Concept

30.5 cm SK L/50 gun

Summary
The 30.5 cm SK L/50 gun was a heavy German gun mounted on 16 of the 26 German capital ships built shortly before World War I. Designed in 1908, it fired a shell in diameter and entered service in 1911 when the four s carrying it were commissioned into the High Seas Fleet. It was also fitted on the subsequent five and four s and the three s. The guns were used to great effect at the Battle of Jutland on 31 May – 1 June 1916, when the two Derfflinger-class ships, and , used them to destroy the British battlecruisers and . The gun was eventually superseded in German naval use by the much larger and more powerful 38 cm SK L/45. Before World War I, 30.5 cm SK L/50 guns were emplaced on the islands of Helgoland and Wangerooge to defend Germany's North Sea coast. One battery was emplaced during the war to defend the port of Zeebrugge in Occupied Flanders. The guns on Helgoland were destroyed by the victorious Allies at the end of the war, but the battery at Wangerooge survived intact. Three of its guns were transferred to Helgoland after the island was remilitarized in 1935. During the Second World War, the other three guns were transferred to France and employed in coastal defense positions along the English Channel. The 30.5 cm SK L/50 guns were mounted in twin gun turrets. The Helgoland-class ships used six Drh LC/1908 mountings; these turrets had -thick roofs and -thick sides. Later ship classes used improved designs. The Kaiser class carried five Drh LC/1909 gun houses, while the subsequent König class carried five turrets of the Drh LC/1911 type. The primary improvement for the LC/1909 turret was an increase in armor thickness of the roof, from 100 mm to 300 mm; side armor remained the same. The turret roofs on the LC/1911 mounts were reduced to ; again, the sides remained at a thickness of 300 mm. Derfflinger and Lützow used four Drh LC/1912 mountings, while their half sister carried an improved Drh LC/1913 type. The LC/1912 mounts had 110 mm-thick roofs and 270 mm-thick sides.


**Prompt**
Every record below must be returned exactly as it was received.

━━ Source data

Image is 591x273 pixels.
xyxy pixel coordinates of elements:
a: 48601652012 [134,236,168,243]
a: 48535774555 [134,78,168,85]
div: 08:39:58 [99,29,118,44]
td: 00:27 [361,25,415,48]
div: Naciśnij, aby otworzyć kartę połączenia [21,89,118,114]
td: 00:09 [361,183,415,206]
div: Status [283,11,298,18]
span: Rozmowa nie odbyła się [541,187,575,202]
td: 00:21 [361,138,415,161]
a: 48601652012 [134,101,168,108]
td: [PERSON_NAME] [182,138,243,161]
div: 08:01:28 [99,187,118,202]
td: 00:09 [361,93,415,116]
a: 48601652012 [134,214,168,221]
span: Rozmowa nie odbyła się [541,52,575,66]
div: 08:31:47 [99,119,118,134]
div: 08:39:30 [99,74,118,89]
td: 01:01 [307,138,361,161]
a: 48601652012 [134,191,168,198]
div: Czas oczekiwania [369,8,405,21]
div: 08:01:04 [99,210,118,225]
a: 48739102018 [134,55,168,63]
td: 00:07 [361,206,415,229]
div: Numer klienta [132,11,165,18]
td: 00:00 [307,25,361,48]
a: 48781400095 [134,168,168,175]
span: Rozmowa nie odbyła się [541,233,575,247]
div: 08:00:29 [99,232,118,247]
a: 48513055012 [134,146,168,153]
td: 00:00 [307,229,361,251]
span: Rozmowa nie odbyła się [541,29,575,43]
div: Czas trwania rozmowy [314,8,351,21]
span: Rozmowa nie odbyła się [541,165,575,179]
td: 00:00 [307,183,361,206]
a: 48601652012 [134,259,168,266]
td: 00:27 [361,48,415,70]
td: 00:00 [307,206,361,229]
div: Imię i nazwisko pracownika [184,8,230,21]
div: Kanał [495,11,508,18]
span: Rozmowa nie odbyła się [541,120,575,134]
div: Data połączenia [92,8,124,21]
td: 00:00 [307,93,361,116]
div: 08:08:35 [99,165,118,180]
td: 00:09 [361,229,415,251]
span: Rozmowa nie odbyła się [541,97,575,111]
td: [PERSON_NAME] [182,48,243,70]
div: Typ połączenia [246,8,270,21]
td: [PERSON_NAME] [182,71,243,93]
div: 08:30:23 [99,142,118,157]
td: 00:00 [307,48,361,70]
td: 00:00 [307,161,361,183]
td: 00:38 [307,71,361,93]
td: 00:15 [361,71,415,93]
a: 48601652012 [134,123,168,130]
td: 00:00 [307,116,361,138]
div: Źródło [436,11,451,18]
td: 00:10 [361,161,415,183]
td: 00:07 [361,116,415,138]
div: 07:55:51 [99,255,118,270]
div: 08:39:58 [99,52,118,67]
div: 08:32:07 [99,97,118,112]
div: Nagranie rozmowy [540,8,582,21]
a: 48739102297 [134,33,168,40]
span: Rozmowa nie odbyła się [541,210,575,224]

━━━━

**Answer space**
Image is 591x273 pixels.
xyxy pixel coordinates of elements:
a: 48601652012 [134,236,168,243]
a: 48535774555 [134,78,168,85]
div: 08:39:58 [99,29,118,44]
td: 00:27 [361,25,415,48]
div: Naciśnij, aby otworzyć kartę połączenia [21,89,118,114]
td: 00:09 [361,183,415,206]
div: Status [283,11,298,18]
span: Rozmowa nie odbyła się [541,187,575,202]
td: 00:21 [361,138,415,161]
a: 48601652012 [134,101,168,108]
td: [PERSON_NAME] [182,138,243,161]
div: 08:01:28 [99,187,118,202]
td: 00:09 [361,93,415,116]
a: 48601652012 [134,214,168,221]
span: Rozmowa nie odbyła się [541,52,575,66]
div: 08:31:47 [99,119,118,134]
div: 08:39:30 [99,74,118,89]
td: 01:01 [307,138,361,161]
a: 48601652012 [134,191,168,198]
div: Czas oczekiwania [369,8,405,21]
div: 08:01:04 [99,210,118,225]
a: 48739102018 [134,55,168,63]
td: 00:07 [361,206,415,229]
div: Numer klienta [132,11,165,18]
td: 00:00 [307,25,361,48]
a: 48781400095 [134,168,168,175]
span: Rozmowa nie odbyła się [541,233,575,247]
div: 08:00:29 [99,232,118,247]
a: 48513055012 [134,146,168,153]
td: 00:00 [307,229,361,251]
span: Rozmowa nie odbyła się [541,29,575,43]
div: Czas trwania rozmowy [314,8,351,21]
span: Rozmowa nie odbyła się [541,165,575,179]
td: 00:00 [307,183,361,206]
a: 48601652012 [134,259,168,266]
td: 00:27 [361,48,415,70]
td: 00:00 [307,206,361,229]
div: Imię i nazwisko pracownika [184,8,230,21]
div: Kanał [495,11,508,18]
span: Rozmowa nie odbyła się [541,120,575,134]
div: Data połączenia [92,8,124,21]
td: 00:00 [307,93,361,116]
div: 08:08:35 [99,165,118,180]
td: 00:09 [361,229,415,251]
span: Rozmowa nie odbyła się [541,97,575,111]
td: [PERSON_NAME] [182,48,243,70]
div: Typ połączenia [246,8,270,21]
td: [PERSON_NAME] [182,71,243,93]
div: 08:30:23 [99,142,118,157]
td: 00:00 [307,48,361,70]
td: 00:00 [307,161,361,183]
td: 00:38 [307,71,361,93]
td: 00:15 [361,71,415,93]
a: 48601652012 [134,123,168,130]
td: 00:00 [307,116,361,138]
div: Źródło [436,11,451,18]
td: 00:10 [361,161,415,183]
td: 00:07 [361,116,415,138]
div: 07:55:51 [99,255,118,270]
div: 08:39:58 [99,52,118,67]
div: 08:32:07 [99,97,118,112]
div: Nagranie rozmowy [540,8,582,21]
a: 48739102297 [134,33,168,40]
span: Rozmowa nie odbyła się [541,210,575,224]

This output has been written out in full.